"Everything we say signifies; everything counts, that we put out into the world. It impacts on kids, it impacts on the zeitgeist of the time"
About this Quote
Meryl Streep, whose performances have helped shape the contours of modern cinema, is reminding us that language is never neutral. Words carry signals about what is acceptable, admirable, or disposable. They teach before they argue; they model norms before they offer reasons. When she says everything we say signifies, she is pointing to the way speech functions as action, planting seeds in the minds of listeners and accumulating into a cultural climate.
The emphasis on kids clarifies the stakes. Children are expert imitators; they borrow their cues about kindness, courage, or contempt from the stories and tones around them. A classroom aside, a punchline in a movie, a casual comment on a set or a stage can either widen their sense of empathy or shrink it. Artists, teachers, journalists, and parents occupy microphones that are louder than they realize.
Zeitgeist names the spirit of an era, the shared mood and storyline that shapes what feels normal. Public statements, performances, and even offhand remarks contribute to that atmosphere. In an age of amplification, where a sentence can travel the globe in minutes and algorithms reward outrage, the cumulative effect is powerful. Streep has used her own platform, including awards speeches, to argue that dignity and accuracy are not niceties but responsibilities, because they ripple outward into behavior and policy.
Her career illustrates both sides of the point. Roles and narratives can challenge stereotypes, expand sympathy, and elevate overlooked experiences. They can also entrench cliches or glamorize cruelty. Everything counts is a call to creative and civic ethics: craft with care, speak with awareness, assume your words will outlive the moment. The choice is not silence versus speech but careless language versus mindful language. What we normalize becomes who we are, and what we say today will be the weather our children breathe tomorrow.
The emphasis on kids clarifies the stakes. Children are expert imitators; they borrow their cues about kindness, courage, or contempt from the stories and tones around them. A classroom aside, a punchline in a movie, a casual comment on a set or a stage can either widen their sense of empathy or shrink it. Artists, teachers, journalists, and parents occupy microphones that are louder than they realize.
Zeitgeist names the spirit of an era, the shared mood and storyline that shapes what feels normal. Public statements, performances, and even offhand remarks contribute to that atmosphere. In an age of amplification, where a sentence can travel the globe in minutes and algorithms reward outrage, the cumulative effect is powerful. Streep has used her own platform, including awards speeches, to argue that dignity and accuracy are not niceties but responsibilities, because they ripple outward into behavior and policy.
Her career illustrates both sides of the point. Roles and narratives can challenge stereotypes, expand sympathy, and elevate overlooked experiences. They can also entrench cliches or glamorize cruelty. Everything counts is a call to creative and civic ethics: craft with care, speak with awareness, assume your words will outlive the moment. The choice is not silence versus speech but careless language versus mindful language. What we normalize becomes who we are, and what we say today will be the weather our children breathe tomorrow.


» YOUR OBJECTIVE
Please return each of the entries that follow, unchanged in every word.

» DATA LISTING
::::::

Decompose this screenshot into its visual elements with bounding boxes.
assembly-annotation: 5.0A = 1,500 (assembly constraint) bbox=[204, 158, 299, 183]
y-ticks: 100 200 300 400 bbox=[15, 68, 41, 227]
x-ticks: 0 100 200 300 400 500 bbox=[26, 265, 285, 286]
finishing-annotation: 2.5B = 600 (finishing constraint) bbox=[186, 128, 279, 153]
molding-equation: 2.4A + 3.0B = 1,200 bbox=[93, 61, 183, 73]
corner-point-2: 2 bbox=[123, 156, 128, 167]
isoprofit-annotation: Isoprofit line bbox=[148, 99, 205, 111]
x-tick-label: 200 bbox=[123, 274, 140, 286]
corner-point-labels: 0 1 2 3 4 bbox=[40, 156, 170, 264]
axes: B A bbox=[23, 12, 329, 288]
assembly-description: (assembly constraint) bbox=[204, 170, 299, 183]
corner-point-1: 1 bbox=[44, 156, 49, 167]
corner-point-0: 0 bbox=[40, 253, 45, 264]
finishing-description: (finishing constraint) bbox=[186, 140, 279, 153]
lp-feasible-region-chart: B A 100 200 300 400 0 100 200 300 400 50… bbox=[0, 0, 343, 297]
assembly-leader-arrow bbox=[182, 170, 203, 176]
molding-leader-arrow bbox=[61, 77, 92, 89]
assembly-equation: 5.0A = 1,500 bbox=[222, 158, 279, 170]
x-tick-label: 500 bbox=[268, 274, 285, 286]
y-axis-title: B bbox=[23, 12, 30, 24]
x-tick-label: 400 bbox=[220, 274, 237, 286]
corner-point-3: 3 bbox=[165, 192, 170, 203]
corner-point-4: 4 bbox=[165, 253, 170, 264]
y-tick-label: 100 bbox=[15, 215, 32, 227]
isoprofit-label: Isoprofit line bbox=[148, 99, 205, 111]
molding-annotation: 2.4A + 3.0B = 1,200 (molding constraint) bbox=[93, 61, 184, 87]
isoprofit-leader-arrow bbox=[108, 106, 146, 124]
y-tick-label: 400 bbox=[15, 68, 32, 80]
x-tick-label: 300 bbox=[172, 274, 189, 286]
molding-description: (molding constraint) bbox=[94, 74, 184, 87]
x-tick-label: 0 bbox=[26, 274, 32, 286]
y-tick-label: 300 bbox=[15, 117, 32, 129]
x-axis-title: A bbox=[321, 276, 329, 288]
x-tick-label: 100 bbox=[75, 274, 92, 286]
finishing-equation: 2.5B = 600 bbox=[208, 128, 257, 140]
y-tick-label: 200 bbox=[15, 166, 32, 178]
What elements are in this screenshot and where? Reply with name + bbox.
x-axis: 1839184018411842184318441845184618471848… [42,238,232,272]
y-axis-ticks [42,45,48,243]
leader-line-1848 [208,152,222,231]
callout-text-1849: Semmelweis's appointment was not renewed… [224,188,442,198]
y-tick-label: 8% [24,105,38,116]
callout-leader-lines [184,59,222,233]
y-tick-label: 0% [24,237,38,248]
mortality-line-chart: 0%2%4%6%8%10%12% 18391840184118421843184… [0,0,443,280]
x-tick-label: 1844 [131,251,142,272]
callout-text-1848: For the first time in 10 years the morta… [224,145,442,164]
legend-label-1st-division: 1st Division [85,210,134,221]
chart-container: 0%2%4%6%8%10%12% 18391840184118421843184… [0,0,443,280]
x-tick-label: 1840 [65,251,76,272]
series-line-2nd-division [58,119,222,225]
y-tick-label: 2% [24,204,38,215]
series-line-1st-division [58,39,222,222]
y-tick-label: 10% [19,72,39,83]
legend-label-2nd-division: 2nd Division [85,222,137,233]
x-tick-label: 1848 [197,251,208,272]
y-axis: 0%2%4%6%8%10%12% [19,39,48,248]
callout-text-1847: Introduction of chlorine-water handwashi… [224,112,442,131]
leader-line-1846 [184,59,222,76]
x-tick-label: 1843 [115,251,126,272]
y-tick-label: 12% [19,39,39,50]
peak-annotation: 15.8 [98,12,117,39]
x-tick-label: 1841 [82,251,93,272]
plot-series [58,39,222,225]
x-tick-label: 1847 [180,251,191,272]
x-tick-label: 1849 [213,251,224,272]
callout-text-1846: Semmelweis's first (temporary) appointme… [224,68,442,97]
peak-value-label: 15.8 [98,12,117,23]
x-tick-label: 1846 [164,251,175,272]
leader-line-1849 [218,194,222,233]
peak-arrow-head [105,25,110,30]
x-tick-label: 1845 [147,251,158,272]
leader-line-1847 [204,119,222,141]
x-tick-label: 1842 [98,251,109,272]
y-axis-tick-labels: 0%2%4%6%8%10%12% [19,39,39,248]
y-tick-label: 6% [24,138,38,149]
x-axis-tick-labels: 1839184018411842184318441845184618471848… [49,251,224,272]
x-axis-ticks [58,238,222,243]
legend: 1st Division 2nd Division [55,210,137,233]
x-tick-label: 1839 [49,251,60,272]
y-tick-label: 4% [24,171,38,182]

::::::

» REPLY TO THE TASK
Decompose this screenshot into its visual elements with bounding boxes.
assembly-annotation: 5.0A = 1,500 (assembly constraint) bbox=[204, 158, 299, 183]
y-ticks: 100 200 300 400 bbox=[15, 68, 41, 227]
x-ticks: 0 100 200 300 400 500 bbox=[26, 265, 285, 286]
finishing-annotation: 2.5B = 600 (finishing constraint) bbox=[186, 128, 279, 153]
molding-equation: 2.4A + 3.0B = 1,200 bbox=[93, 61, 183, 73]
corner-point-2: 2 bbox=[123, 156, 128, 167]
isoprofit-annotation: Isoprofit line bbox=[148, 99, 205, 111]
x-tick-label: 200 bbox=[123, 274, 140, 286]
corner-point-labels: 0 1 2 3 4 bbox=[40, 156, 170, 264]
axes: B A bbox=[23, 12, 329, 288]
assembly-description: (assembly constraint) bbox=[204, 170, 299, 183]
corner-point-1: 1 bbox=[44, 156, 49, 167]
corner-point-0: 0 bbox=[40, 253, 45, 264]
finishing-description: (finishing constraint) bbox=[186, 140, 279, 153]
lp-feasible-region-chart: B A 100 200 300 400 0 100 200 300 400 50… bbox=[0, 0, 343, 297]
assembly-leader-arrow bbox=[182, 170, 203, 176]
molding-leader-arrow bbox=[61, 77, 92, 89]
assembly-equation: 5.0A = 1,500 bbox=[222, 158, 279, 170]
x-tick-label: 500 bbox=[268, 274, 285, 286]
y-axis-title: B bbox=[23, 12, 30, 24]
x-tick-label: 400 bbox=[220, 274, 237, 286]
corner-point-3: 3 bbox=[165, 192, 170, 203]
corner-point-4: 4 bbox=[165, 253, 170, 264]
y-tick-label: 100 bbox=[15, 215, 32, 227]
isoprofit-label: Isoprofit line bbox=[148, 99, 205, 111]
molding-annotation: 2.4A + 3.0B = 1,200 (molding constraint) bbox=[93, 61, 184, 87]
isoprofit-leader-arrow bbox=[108, 106, 146, 124]
y-tick-label: 400 bbox=[15, 68, 32, 80]
x-tick-label: 300 bbox=[172, 274, 189, 286]
molding-description: (molding constraint) bbox=[94, 74, 184, 87]
x-tick-label: 0 bbox=[26, 274, 32, 286]
y-tick-label: 300 bbox=[15, 117, 32, 129]
x-axis-title: A bbox=[321, 276, 329, 288]
x-tick-label: 100 bbox=[75, 274, 92, 286]
finishing-equation: 2.5B = 600 bbox=[208, 128, 257, 140]
y-tick-label: 200 bbox=[15, 166, 32, 178]
What elements are in this screenshot and where? Reply with name + bbox.
x-axis: 1839184018411842184318441845184618471848… [42,238,232,272]
y-axis-ticks [42,45,48,243]
leader-line-1848 [208,152,222,231]
callout-text-1849: Semmelweis's appointment was not renewed… [224,188,442,198]
y-tick-label: 8% [24,105,38,116]
callout-leader-lines [184,59,222,233]
y-tick-label: 0% [24,237,38,248]
mortality-line-chart: 0%2%4%6%8%10%12% 18391840184118421843184… [0,0,443,280]
x-tick-label: 1844 [131,251,142,272]
callout-text-1848: For the first time in 10 years the morta… [224,145,442,164]
legend-label-1st-division: 1st Division [85,210,134,221]
chart-container: 0%2%4%6%8%10%12% 18391840184118421843184… [0,0,443,280]
x-tick-label: 1840 [65,251,76,272]
series-line-2nd-division [58,119,222,225]
y-tick-label: 2% [24,204,38,215]
series-line-1st-division [58,39,222,222]
y-tick-label: 10% [19,72,39,83]
legend-label-2nd-division: 2nd Division [85,222,137,233]
x-tick-label: 1848 [197,251,208,272]
y-axis: 0%2%4%6%8%10%12% [19,39,48,248]
callout-text-1847: Introduction of chlorine-water handwashi… [224,112,442,131]
leader-line-1846 [184,59,222,76]
x-tick-label: 1843 [115,251,126,272]
y-tick-label: 12% [19,39,39,50]
peak-annotation: 15.8 [98,12,117,39]
x-tick-label: 1841 [82,251,93,272]
plot-series [58,39,222,225]
x-tick-label: 1847 [180,251,191,272]
x-tick-label: 1849 [213,251,224,272]
callout-text-1846: Semmelweis's first (temporary) appointme… [224,68,442,97]
peak-value-label: 15.8 [98,12,117,23]
x-tick-label: 1846 [164,251,175,272]
leader-line-1849 [218,194,222,233]
peak-arrow-head [105,25,110,30]
x-tick-label: 1845 [147,251,158,272]
leader-line-1847 [204,119,222,141]
x-tick-label: 1842 [98,251,109,272]
y-axis-tick-labels: 0%2%4%6%8%10%12% [19,39,39,248]
y-tick-label: 6% [24,138,38,149]
x-axis-tick-labels: 1839184018411842184318441845184618471848… [49,251,224,272]
x-axis-ticks [58,238,222,243]
legend: 1st Division 2nd Division [55,210,137,233]
x-tick-label: 1839 [49,251,60,272]
y-tick-label: 4% [24,171,38,182]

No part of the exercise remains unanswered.